NetNut proxy network disrupted, 2 million infected devices cut off
Major criminal infrastructure disruption enhances global digital hygiene.
A big proxy network takedown is good news, but the interesting part isn’t the disruption itself. It’s that two million consumer devices were part of a criminal supply chain, and most of their owners had no idea.
What happened
Google and international law enforcement agencies disrupted NetNut, a residential proxy network. The service sold access to over two million compromised Android devices—mostly smart TVs and streaming boxes. Attackers used these devices to anonymize their traffic for credential stuffing and other fraudulent activity. The takedown cuts off a significant source of infrastructure for those groups.
What people will get wrong
The easy takeaway is to celebrate a law enforcement win and move on. But that misses the point. The real failure mode here isn’t one criminal network; it’s the massive, unsecured attack surface created by consumer IoT devices.
This is really an ownership problem. Who is responsible for the security of a smart TV? The user? The manufacturer? The ISP? If nobody owns the asset, nobody owns the risk when it gets absorbed into a botnet that can be used to attack your company.
A practitioner’s view
Okay, but what does this mean for a corporate security team? We don’t manage our employees’ smart TVs.
This is a visibility problem. Traffic from these compromised devices looks just like legitimate residential IP addresses, making it much harder to detect credential stuffing and other automated attacks. The core question this story raises is: can you actually distinguish malicious residential proxy traffic from your real users?
That sounds simple, but it’s where detection and response programs break. It’s not a tooling problem by itself. It’s about knowing what your telemetry can and can’t see. The question is whether the team can prove what happened when an alert fires from an IP that looks like just another remote employee.
What to watch next
The headline is about the exploit, but the lesson is about the system around it. I’d use this as a prompt to ask some direct questions internally. Can we prove we can detect traffic from known malicious proxy networks? Do our logs even have the fidelity to make that call?
And if we find something, who owns the response? This is less about panic and more about verifying that your controls work the way you assume they do, before the next headline drops.
Generated from Hermes Relay’s daily cyber briefing and edited through Tony’s practitioner voice profile before publishing to this blog.
Source: NetNut proxy network disrupted, 2 million infected devices cut off
Pipeline note: lens: Supply chain and third-party risk; draft model: projects/project-a89720ac-d6be-45fe-a4b/locations/us-central1/publishers/google/models/gemini-2.5-flash.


§ Required work
When a line of the records contains "lost", copy it.

§ Data for review
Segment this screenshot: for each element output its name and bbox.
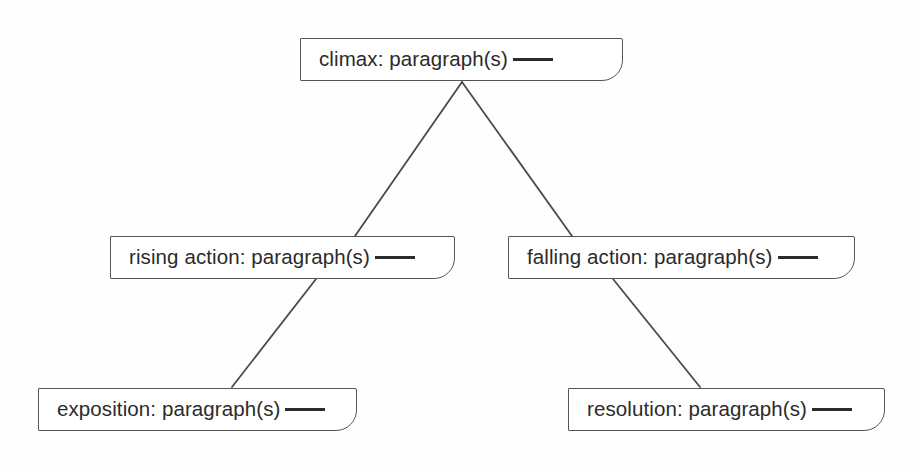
node-falling-action-label: falling action: paragraph(s)	[527, 247, 773, 268]
node-exposition-blank[interactable]	[285, 408, 325, 411]
node-rising-action[interactable]: rising action: paragraph(s)	[110, 236, 455, 279]
node-climax[interactable]: climax: paragraph(s)	[300, 38, 623, 81]
node-resolution-blank[interactable]	[812, 408, 852, 411]
connector-falling-action-to-resolution	[613, 279, 700, 387]
node-climax-blank[interactable]	[513, 58, 553, 61]
connector-rising-action-to-exposition	[232, 279, 316, 387]
node-exposition[interactable]: exposition: paragraph(s)	[38, 388, 357, 431]
node-falling-action[interactable]: falling action: paragraph(s)	[508, 236, 855, 279]
node-rising-action-label: rising action: paragraph(s)	[129, 247, 370, 268]
node-resolution-label: resolution: paragraph(s)	[587, 399, 807, 420]
node-resolution[interactable]: resolution: paragraph(s)	[568, 388, 885, 431]
node-exposition-label: exposition: paragraph(s)	[57, 399, 280, 420]
connector-climax-to-falling-action	[462, 82, 572, 236]
node-rising-action-blank[interactable]	[375, 256, 415, 259]
node-falling-action-blank[interactable]	[778, 256, 818, 259]
node-climax-label: climax: paragraph(s)	[319, 49, 508, 70]
plot-structure-diagram: climax: paragraph(s) rising action: para…	[0, 0, 916, 472]
connector-climax-to-rising-action	[355, 82, 462, 236]
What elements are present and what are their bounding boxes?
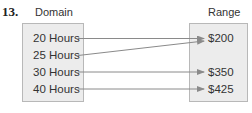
mapping-arrows	[0, 0, 252, 113]
arrow-25-to-200	[78, 41, 204, 56]
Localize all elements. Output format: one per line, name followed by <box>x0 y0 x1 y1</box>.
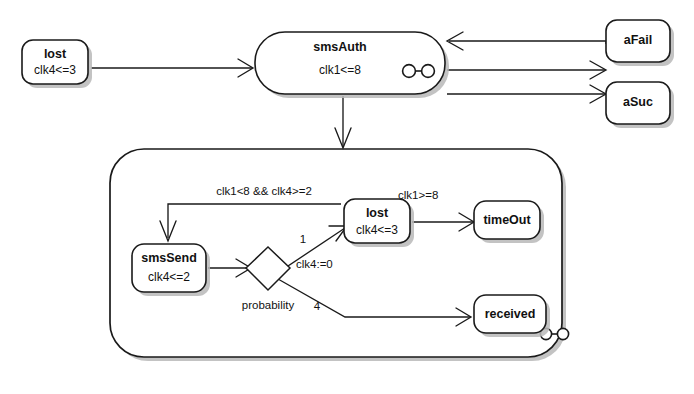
state-invariant: clk1<=8 <box>319 63 361 77</box>
edge-smsauth-to-afail <box>447 61 606 79</box>
weight-label-upper: 1 <box>300 233 306 245</box>
state-afail[interactable]: aFail <box>606 20 674 66</box>
state-asuc[interactable]: aSuc <box>606 82 674 128</box>
state-lost-inner[interactable]: lost clk4<=3 <box>344 199 414 247</box>
state-lost-outer[interactable]: lost clk4<=3 <box>22 40 92 88</box>
state-label: lost <box>44 47 67 61</box>
state-label: aFail <box>624 33 653 47</box>
state-smssend[interactable]: smsSend clk4<=2 <box>132 244 210 296</box>
statechart-diagram: lost clk4<=3 smsAuth clk1<=8 aFail aSuc <box>0 0 694 394</box>
state-label: aSuc <box>623 95 653 109</box>
diagram-canvas: lost clk4<=3 smsAuth clk1<=8 aFail aSuc <box>0 0 694 394</box>
action-label-clk4-reset: clk4:=0 <box>296 258 333 270</box>
weight-label-lower: 4 <box>314 300 321 312</box>
guard-label-lost-to-timeout: clk1>=8 <box>398 189 438 201</box>
state-invariant: clk4<=3 <box>356 223 398 237</box>
state-label: smsAuth <box>313 40 366 54</box>
edge-smsauth-to-asuc <box>447 85 606 103</box>
state-invariant: clk4<=3 <box>34 63 76 77</box>
state-label: lost <box>366 206 389 220</box>
state-received[interactable]: received <box>474 295 550 337</box>
state-label: timeOut <box>483 213 531 227</box>
state-label: received <box>485 307 536 321</box>
edge-lost-to-smsauth <box>91 59 253 77</box>
guard-label-lost-to-smssend: clk1<8 && clk4>=2 <box>216 185 312 197</box>
probability-label: probability <box>242 299 295 311</box>
state-timeout[interactable]: timeOut <box>474 201 544 243</box>
edge-smsauth-to-region <box>335 96 351 148</box>
state-smsauth[interactable]: smsAuth clk1<=8 <box>255 32 449 98</box>
state-invariant: clk4<=2 <box>148 270 190 284</box>
edge-afail-to-smsauth <box>447 32 606 50</box>
state-label: smsSend <box>141 251 197 265</box>
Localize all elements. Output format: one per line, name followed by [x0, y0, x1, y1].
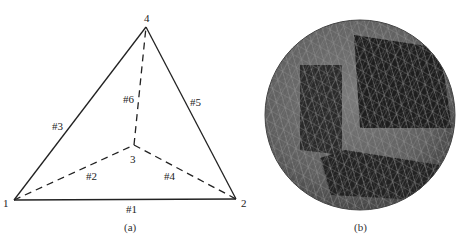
vertex-label-1: 1: [3, 197, 9, 209]
edge-label-3: #3: [52, 120, 64, 132]
panel-a-labels: 4 1 2 3 #1 #2 #3 #4 #5 #6 (a): [3, 12, 247, 234]
edge-2: [14, 145, 134, 200]
edge-3: [14, 27, 146, 200]
edge-1: [14, 199, 236, 200]
panel-b-meshed-sphere: (b): [260, 15, 460, 234]
edge-label-4: #4: [164, 170, 176, 182]
caption-a: (a): [124, 221, 137, 234]
edge-4: [134, 145, 236, 199]
panel-a-tetrahedron: [14, 27, 236, 200]
edge-6: [134, 27, 146, 145]
edge-label-6: #6: [123, 93, 135, 105]
edge-5: [146, 27, 236, 199]
edge-label-1: #1: [126, 203, 137, 215]
edge-label-5: #5: [190, 96, 202, 108]
vertex-label-3: 3: [130, 153, 136, 165]
figure: 4 1 2 3 #1 #2 #3 #4 #5 #6 (a): [0, 0, 465, 234]
vertex-label-4: 4: [144, 12, 150, 24]
edge-label-2: #2: [86, 170, 97, 182]
caption-b: (b): [354, 221, 367, 234]
vertex-label-2: 2: [241, 197, 247, 209]
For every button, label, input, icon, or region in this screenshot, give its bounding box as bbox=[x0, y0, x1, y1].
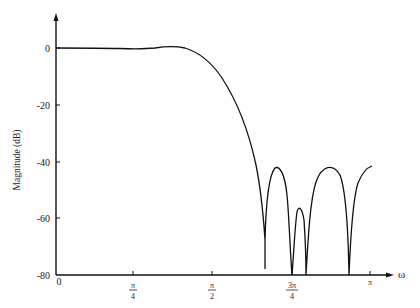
y-tick-label: -80 bbox=[37, 270, 50, 281]
x-axis-title: ω bbox=[398, 268, 405, 280]
x-tick-label: π bbox=[368, 278, 372, 287]
y-tick-label: -60 bbox=[37, 213, 50, 224]
y-tick-label: -40 bbox=[37, 157, 50, 168]
y-axis-arrow-icon bbox=[54, 13, 59, 21]
y-axis-title: Magnitude (dB) bbox=[12, 130, 23, 191]
y-tick-label: 0 bbox=[45, 43, 50, 54]
x-tick-label-den: 4 bbox=[290, 292, 294, 301]
x-tick-label-den: 4 bbox=[131, 292, 135, 301]
chart: 0 -20 -40 -60 -80 Magnitude (dB) 0 π 4 π… bbox=[0, 0, 420, 308]
x-tick-label: 0 bbox=[57, 276, 62, 287]
x-tick-label-num: π bbox=[210, 281, 214, 290]
y-tick-label: -20 bbox=[37, 100, 50, 111]
x-tick-label-num: π bbox=[131, 281, 135, 290]
x-tick-label-num: 3π bbox=[288, 281, 296, 290]
x-axis-arrow-icon bbox=[386, 273, 394, 278]
magnitude-curve bbox=[56, 47, 372, 275]
x-tick-label-den: 2 bbox=[210, 292, 214, 301]
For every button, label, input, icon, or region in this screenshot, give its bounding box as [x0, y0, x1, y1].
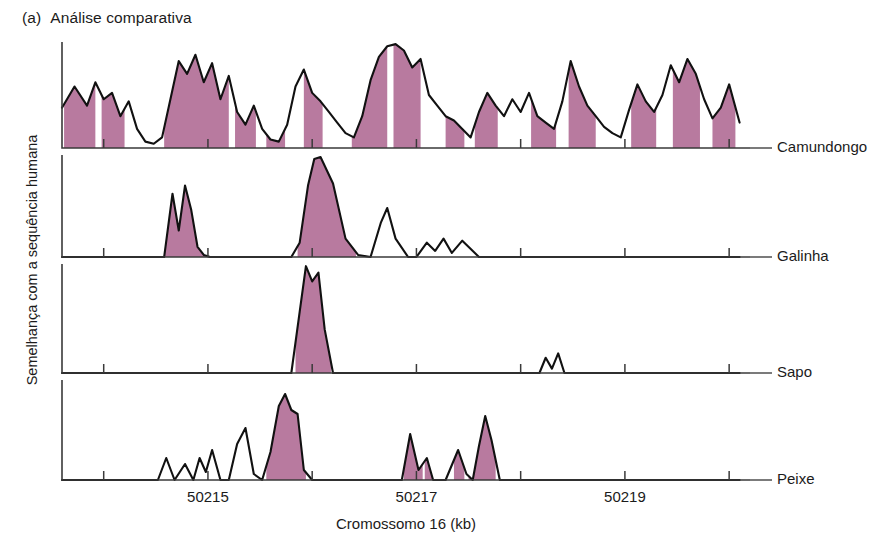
panel-camundongo	[62, 40, 772, 150]
panel-sapo	[62, 262, 772, 375]
x-tick-label: 50215	[187, 488, 229, 505]
conservation-trace	[62, 394, 740, 480]
plot-canvas	[0, 0, 876, 551]
conservation-trace	[62, 157, 740, 257]
species-label-sapo: Sapo	[777, 363, 812, 380]
conserved-region	[235, 40, 256, 150]
panel-galinha	[62, 153, 772, 259]
panel-peixe	[62, 378, 772, 482]
panel-axes	[62, 264, 750, 373]
comparative-genomics-figure: (a)Análise comparativa Semelhança com a …	[0, 0, 876, 551]
conserved-region	[352, 40, 387, 150]
conserved-region	[446, 40, 465, 150]
species-label-peixe: Peixe	[777, 470, 815, 487]
species-label-galinha: Galinha	[777, 247, 829, 264]
conserved-region	[673, 40, 700, 150]
conserved-region	[531, 40, 556, 150]
species-label-camundongo: Camundongo	[777, 138, 867, 155]
x-tick-label: 50217	[396, 488, 438, 505]
conservation-trace	[62, 266, 740, 373]
x-tick-label: 50219	[604, 488, 646, 505]
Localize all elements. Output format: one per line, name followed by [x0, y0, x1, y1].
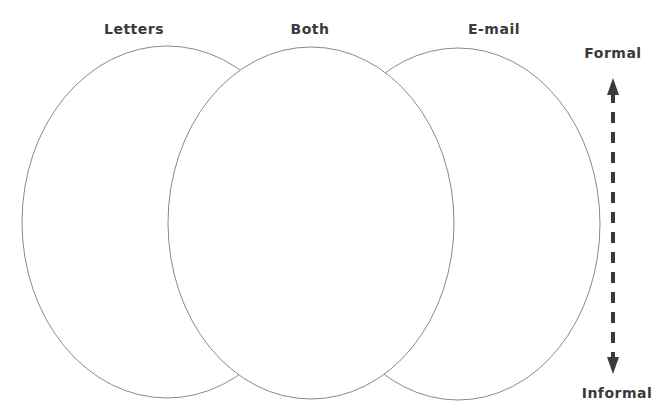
venn-diagram — [0, 0, 669, 417]
arrow-down-icon — [607, 357, 619, 374]
letters-heading: Letters — [104, 21, 164, 37]
email-heading: E-mail — [468, 21, 520, 37]
formality-arrow — [607, 78, 619, 374]
both-ellipse — [168, 47, 454, 399]
arrow-up-icon — [607, 78, 619, 95]
formal-label: Formal — [584, 45, 641, 61]
both-heading: Both — [291, 21, 330, 37]
informal-label: Informal — [582, 385, 653, 401]
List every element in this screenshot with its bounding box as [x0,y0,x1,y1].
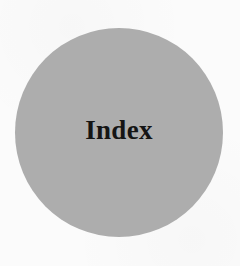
section-title: Index [85,115,153,146]
section-badge-circle: Index [15,28,223,237]
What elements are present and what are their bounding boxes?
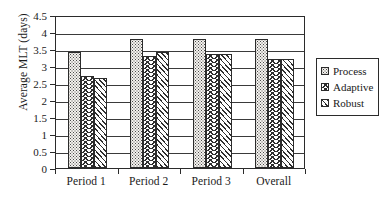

§ Solved exercise
state-lost-inner[interactable]: lost clk4<=3 <box>344 199 414 247</box>
state-lost-outer[interactable]: lost clk4<=3 <box>22 40 92 88</box>
state-label: lost <box>44 47 67 61</box>
statechart-diagram: lost clk4<=3 smsAuth clk1<=8 aFail aSuc <box>0 0 694 394</box>
diagram-canvas: lost clk4<=3 smsAuth clk1<=8 aFail aSuc <box>0 0 694 394</box>
guard-label-lost-to-timeout: clk1>=8 <box>398 189 438 201</box>
state-label: lost <box>366 206 389 220</box>
edge-lost-to-smsauth <box>91 59 253 77</box>
guard-label-lost-to-smssend: clk1<8 && clk4>=2 <box>216 185 312 197</box>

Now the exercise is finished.